Blood on Your Hands review – abattoir drama never gets to the meat of the issue

Another day on the killing floor … Phillip John Jones and Shannon Smith in Blood on Your Hands at Southwark Playhouse.
Another day on the killing floor … Phillip John Jones and Shannon Smith in Blood on Your Hands at Southwark Playhouse. Photograph: Charles Flint

Two men meet in an abattoir and become friends, while the world outside is in tumult. Russia is rounding on Ukraine and stands on the brink of war. Closer to home, animal rights activists round on the men, as they punch in for another day of grimy, factory floor killing, to tell them that “Meat Is Murder”.

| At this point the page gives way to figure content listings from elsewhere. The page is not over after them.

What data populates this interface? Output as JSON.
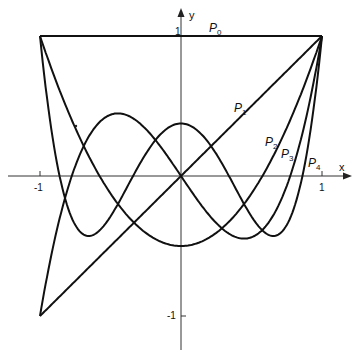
{
  "chart_data": {
    "type": "line",
    "title": "",
    "xlabel": "x",
    "ylabel": "y",
    "xlim": [
      -1,
      1
    ],
    "ylim": [
      -1,
      1
    ],
    "grid": false,
    "x_ticks": [
      "-1",
      "1"
    ],
    "y_ticks": [
      "1",
      "-1"
    ],
    "series": [
      {
        "name": "P0",
        "formula": "1"
      },
      {
        "name": "P1",
        "formula": "x"
      },
      {
        "name": "P2",
        "formula": "(3x^2-1)/2"
      },
      {
        "name": "P3",
        "formula": "(5x^3-3x)/2"
      },
      {
        "name": "P4",
        "formula": "(35x^4-30x^2+3)/8"
      }
    ],
    "legend": "inline labels"
  },
  "labels": {
    "x_axis": "x",
    "y_axis": "y",
    "x_tick_neg": "-1",
    "x_tick_pos": "1",
    "y_tick_pos": "1",
    "y_tick_neg": "-1",
    "P0": "P",
    "P0_sub": "0",
    "P1": "P",
    "P1_sub": "1",
    "P2": "P",
    "P2_sub": "2",
    "P3": "P",
    "P3_sub": "3",
    "P4": "P",
    "P4_sub": "4"
  }
}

The friendship between Welsh-born chatterbox Dan (Phillip John Jones) and laconic Ukrainian migrant Kostyantyn (Shannon Smith) builds nonetheless, but we see how little ability they have to change their lives in Grace Joy Howarth’s play. For a while, the soul-destroying work in the slaughterhouse seems to be the play’s focus. There is a corporate tyrant of a boss (Jordan El-Balawi) and the dull trauma of the job itself. It begins to tread similar ground to Alexander Zeldin’s powerful play Beyond Caring, which is set in a meat factory.

Then the focus shifts on to Kostyantyn’s former life in Ukraine, where he worked as a vet and where his pregnant wife Nina (Kateryna Hryhorenko) waits to join him. We also see Dan’s past – his relationship with an ex-girlfriend (Liv Jekyll) who re-enters his life as an animal rights activist, and a school bully (also played by El-Balawi) who returns too. Just when we think we are getting to the meat of each storyline, we move to the next.

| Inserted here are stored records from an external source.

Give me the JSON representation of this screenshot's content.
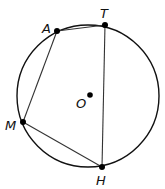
{
  "diagram": {
    "type": "inscribed-quadrilateral",
    "circle": {
      "center_label": "O",
      "cx": 88,
      "cy": 96,
      "r": 71
    },
    "points": [
      {
        "label": "A",
        "x": 57,
        "y": 31
      },
      {
        "label": "T",
        "x": 105,
        "y": 25
      },
      {
        "label": "H",
        "x": 102,
        "y": 167
      },
      {
        "label": "M",
        "x": 23,
        "y": 122
      }
    ],
    "center_dot": {
      "x": 90,
      "y": 95
    },
    "segments": [
      [
        "A",
        "T"
      ],
      [
        "T",
        "H"
      ],
      [
        "H",
        "M"
      ],
      [
        "M",
        "A"
      ]
    ],
    "colors": {
      "stroke": "#111111",
      "background": "#ffffff"
    }
  },
  "labels": {
    "A": "A",
    "T": "T",
    "M": "M",
    "H": "H",
    "O": "O"
  }
}
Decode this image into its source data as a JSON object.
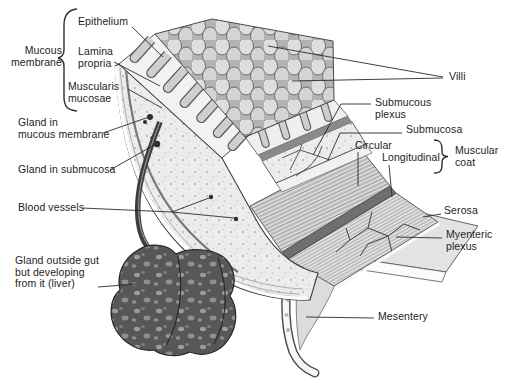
{
  "figure": {
    "colors": {
      "background": "#ffffff",
      "ink": "#1d1d1d",
      "leader_line": "#2b2b2b",
      "light_gray": "#ececec",
      "mid_gray": "#b3b3b3",
      "dark_gray": "#6f6f6f",
      "liver_dark": "#575757",
      "serosa_white": "#fbfbfb"
    },
    "labels": {
      "epithelium": "Epithelium",
      "mucous_membrane": "Mucous\nmembrane",
      "lamina_propria": "Lamina\npropria",
      "muscularis_mucosae": "Muscularis\nmucosae",
      "gland_in_mucous_membrane": "Gland in\nmucous membrane",
      "gland_in_submucosa": "Gland in submucosa",
      "blood_vessels": "Blood vessels",
      "gland_outside_gut": "Gland outside gut\nbut developing\nfrom it (liver)",
      "villi": "Villi",
      "submucous_plexus": "Submucous\nplexus",
      "submucosa": "Submucosa",
      "circular": "Circular",
      "longitudinal": "Longitudinal",
      "muscular_coat": "Muscular\ncoat",
      "serosa": "Serosa",
      "myenteric_plexus": "Myenteric\nplexus",
      "mesentery": "Mesentery"
    }
  }
}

‘Meat Is Murder’ … Liv Jekyll and Kateryna Hryhorenko as animal rights activists.
‘Meat Is Murder’ … Liv Jekyll and Kateryna Hryhorenko as animal rights activists. Photograph: Charles Flint

Under the direction of Anastasia Bunce, there is slick but overcomplicated staging. Scenes jump back and forth through time. There are brief, speedy moments of choreographed movement, or scenes with a few scripted lines which seem like shallow plot building. Kostyantyn and Nina’s story holds intrigue but is under-developed. The acting is strong but the characters are too vaguely sketched, with the factory manager and former school bully flatly drawn as villains.

There is clear promise here, especially in the drone-like sound design by the Araby Bazaar, which in one visceral “kill floor” scene sounds like synthesised screams. But there are too many plot strands, quick scenes feel too thin, and ultimately it is hard to work out what the play is about: the ethics of eating meat, of migration, or of the undocumented injustices around zero hours work?